Testing (choose what fits your site)

  • Deposit characterization: simple solvent/heat response, microscopy (if available), or supplier-supported analysis.
  • Stickies measurement: mill-available methods vary; the key is consistency of sampling and comparison vs baseline.
  • Machine inspections: standardized photo points at known hot spots.

Procurement specs & acceptance checks (COA/SDS)

Deposit-control products are performance-sensitive; consistent batches reduce “mystery drift.” Specify what receiving can verify and what operations needs for stable dosing.

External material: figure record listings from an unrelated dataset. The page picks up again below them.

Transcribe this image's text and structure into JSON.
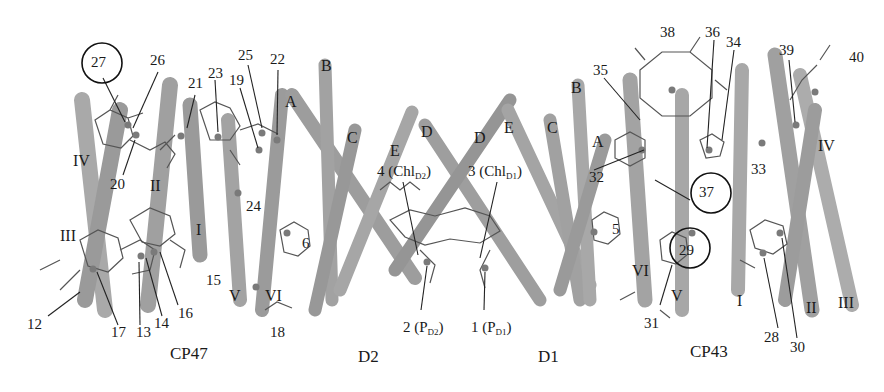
{
  "figure": {
    "type": "molecular-structure-diagram",
    "colors": {
      "helix": "#a8a8a8",
      "helix_shade": "#7d7d7d",
      "pigment": "#555555",
      "text": "#1a1a1a",
      "background": "#ffffff"
    }
  },
  "groups": [
    {
      "id": "cp47",
      "label": "CP47",
      "x": 170,
      "y": 345
    },
    {
      "id": "d2",
      "label": "D2",
      "x": 358,
      "y": 348
    },
    {
      "id": "d1",
      "label": "D1",
      "x": 538,
      "y": 348
    },
    {
      "id": "cp43",
      "label": "CP43",
      "x": 690,
      "y": 343
    }
  ],
  "helix_labels": [
    {
      "text": "IV",
      "x": 73,
      "y": 153
    },
    {
      "text": "II",
      "x": 150,
      "y": 178
    },
    {
      "text": "I",
      "x": 196,
      "y": 222
    },
    {
      "text": "III",
      "x": 60,
      "y": 228
    },
    {
      "text": "V",
      "x": 229,
      "y": 288
    },
    {
      "text": "VI",
      "x": 265,
      "y": 288
    },
    {
      "text": "A",
      "x": 285,
      "y": 94
    },
    {
      "text": "B",
      "x": 321,
      "y": 58
    },
    {
      "text": "C",
      "x": 347,
      "y": 130
    },
    {
      "text": "E",
      "x": 390,
      "y": 143
    },
    {
      "text": "D",
      "x": 421,
      "y": 124
    },
    {
      "text": "D",
      "x": 474,
      "y": 130
    },
    {
      "text": "E",
      "x": 504,
      "y": 120
    },
    {
      "text": "C",
      "x": 547,
      "y": 120
    },
    {
      "text": "B",
      "x": 571,
      "y": 80
    },
    {
      "text": "A",
      "x": 592,
      "y": 134
    },
    {
      "text": "IV",
      "x": 818,
      "y": 138
    },
    {
      "text": "VI",
      "x": 632,
      "y": 263
    },
    {
      "text": "V",
      "x": 671,
      "y": 288
    },
    {
      "text": "I",
      "x": 737,
      "y": 293
    },
    {
      "text": "II",
      "x": 806,
      "y": 300
    },
    {
      "text": "III",
      "x": 838,
      "y": 295
    }
  ],
  "pigment_labels": [
    {
      "text": "27",
      "x": 91,
      "y": 55,
      "circled": true
    },
    {
      "text": "26",
      "x": 150,
      "y": 53
    },
    {
      "text": "21",
      "x": 188,
      "y": 76
    },
    {
      "text": "23",
      "x": 208,
      "y": 66
    },
    {
      "text": "19",
      "x": 229,
      "y": 73
    },
    {
      "text": "25",
      "x": 238,
      "y": 48
    },
    {
      "text": "22",
      "x": 270,
      "y": 52
    },
    {
      "text": "20",
      "x": 110,
      "y": 177
    },
    {
      "text": "24",
      "x": 246,
      "y": 199
    },
    {
      "text": "6",
      "x": 302,
      "y": 236
    },
    {
      "text": "15",
      "x": 206,
      "y": 273
    },
    {
      "text": "16",
      "x": 178,
      "y": 306
    },
    {
      "text": "14",
      "x": 154,
      "y": 316
    },
    {
      "text": "13",
      "x": 136,
      "y": 325
    },
    {
      "text": "17",
      "x": 111,
      "y": 325
    },
    {
      "text": "12",
      "x": 27,
      "y": 317
    },
    {
      "text": "18",
      "x": 270,
      "y": 325
    },
    {
      "text": "4 (Chl<sub>D2</sub>)",
      "x": 377,
      "y": 164
    },
    {
      "text": "3 (Chl<sub>D1</sub>)",
      "x": 468,
      "y": 164
    },
    {
      "text": "2 (P<sub>D2</sub>)",
      "x": 403,
      "y": 320
    },
    {
      "text": "1 (P<sub>D1</sub>)",
      "x": 471,
      "y": 320
    },
    {
      "text": "5",
      "x": 612,
      "y": 222
    },
    {
      "text": "38",
      "x": 660,
      "y": 25
    },
    {
      "text": "36",
      "x": 705,
      "y": 25
    },
    {
      "text": "34",
      "x": 726,
      "y": 35
    },
    {
      "text": "35",
      "x": 593,
      "y": 63
    },
    {
      "text": "39",
      "x": 779,
      "y": 43
    },
    {
      "text": "40",
      "x": 849,
      "y": 50
    },
    {
      "text": "32",
      "x": 589,
      "y": 170
    },
    {
      "text": "33",
      "x": 751,
      "y": 162
    },
    {
      "text": "37",
      "x": 699,
      "y": 185,
      "circled": true
    },
    {
      "text": "29",
      "x": 679,
      "y": 243,
      "circled": true
    },
    {
      "text": "31",
      "x": 644,
      "y": 316
    },
    {
      "text": "28",
      "x": 764,
      "y": 330
    },
    {
      "text": "30",
      "x": 790,
      "y": 340
    }
  ]
}
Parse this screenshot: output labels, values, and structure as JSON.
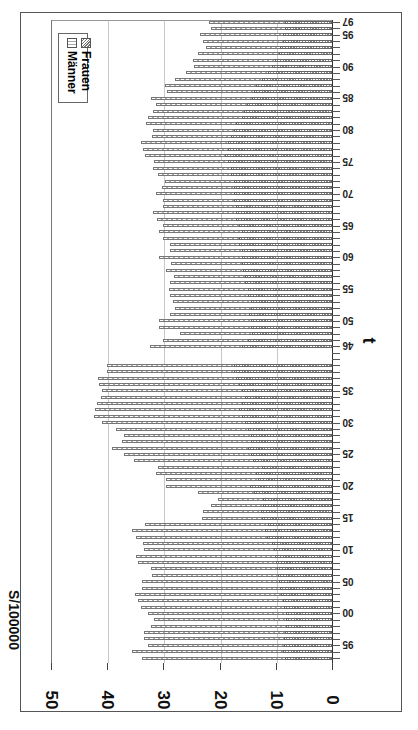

Category What to request What to verify on receipt
Identity & traceability Product name, grade, manufacturer, lot/batch, production date Lot matches COA; labels intact; traceability preserved
Actives / formulation control Active content/solids %, density, pH range, viscosity range (as applicable) COA within agreed ranges; no separation/freezing damage
Handling / dosing Recommended dilution, pump compatibility notes, storage temperature limits Packaging suits feed system; storage conditions available
Safety Current SDS, PPE guidance, incompatibilities SDS revision current; EHS review complete
Logistics Packaging (drum/IBC/bulk), lead time, shelf life Delivery cadence matches consumption; shelf life acceptable

Troubleshooting: symptoms → likely causes

Symptom Likely causes Fast checks
Sheet breaks increase Deposits on felts/wires; retention instability; furnish change Check deposit hot spots, conductivity, retention/drainage, recent furnish changes
Felt plugging / press deposits Tacky agglomerates; overdosing of certain chemistries; poor wash strategy Verify dosage and feed point; review wash program; inspect deposit character
Odor / slime + deposits Microbiology and organics contributing to secondary deposits Check temperature/closure, slime reports, cleaning frequency; review bio-control plan under EHS rules
More defects (holes/spots) Micro-stickies, poor fixation, screens overloaded Inspect screening performance, adjust upstream capture, review fixative + retention balance

RFQ notes (what to include)

  • Furnish: OCC/ONP/OMG mix, coated grades %, seasonal variability, known “bad” sources.
  • System: closure level, conductivity range, pH/temperature profile, key loop volumes.
  • Problem statement: where deposits occur, photos, downtime/cleaning frequency, defects and broke %.
  • Current program: wet-end recipe (retention, starch, sizing, defoamer), current stickies products and dose points.
  • Constraints: food-contact, VOC restrictions, local EHS handling limits, discharge considerations.
  • Packaging/logistics: drum/IBC/bulk preference, lead time expectations, storage temperature constraints.
  • Acceptance: target KPIs (breaks/day, cleaning interval) and evaluation window (e.g., baseline vs 2–4 weeks trial).

Want a trial plan + supply-ready options?

Share your furnish mix, where deposits appear (photos), closure indicators (conductivity/pH/temp), and your current wet-end recipe. We’ll propose a shortlist (detackifier/fixative/adsorbent options) with COA/SDS expectations, dosing points, and a simple KPI-based trial protocol.

FAQ

Detackifier vs fixative—what’s the difference?

Detackifiers reduce tackiness and agglomeration (often used for machine protection). Fixatives immobilize contaminants by attaching them to fibers/fines to be retained and removed with the sheet. Many mills use both: fix upstream for system cleanliness, detackify near the machine to prevent deposits.

Why did our program work for months and then fail?

The most common reasons are furnish changes (more PSA/hot melt), higher closure (conductivity rise), temperature swings (tackiness increases), or changes in wet-end chemistry (retention/sizing/defoamer). Re-baseline KPIs and verify dosing points and mixing before simply increasing dosage.

Should we focus on removal equipment or chemistry?

Both. Equipment (screens/cleaners) reduces the incoming load, while chemistry prevents what remains from becoming deposits. The best economics usually come from “reduce the load early + protect the machine.”


Educational content only. Always follow site EHS rules and supplier SDS/TDS for safe handling and use. Performance depends on furnish mix, closure level, and wet-end chemistry. Share your constraints and baseline KPIs for a tailored shortlist.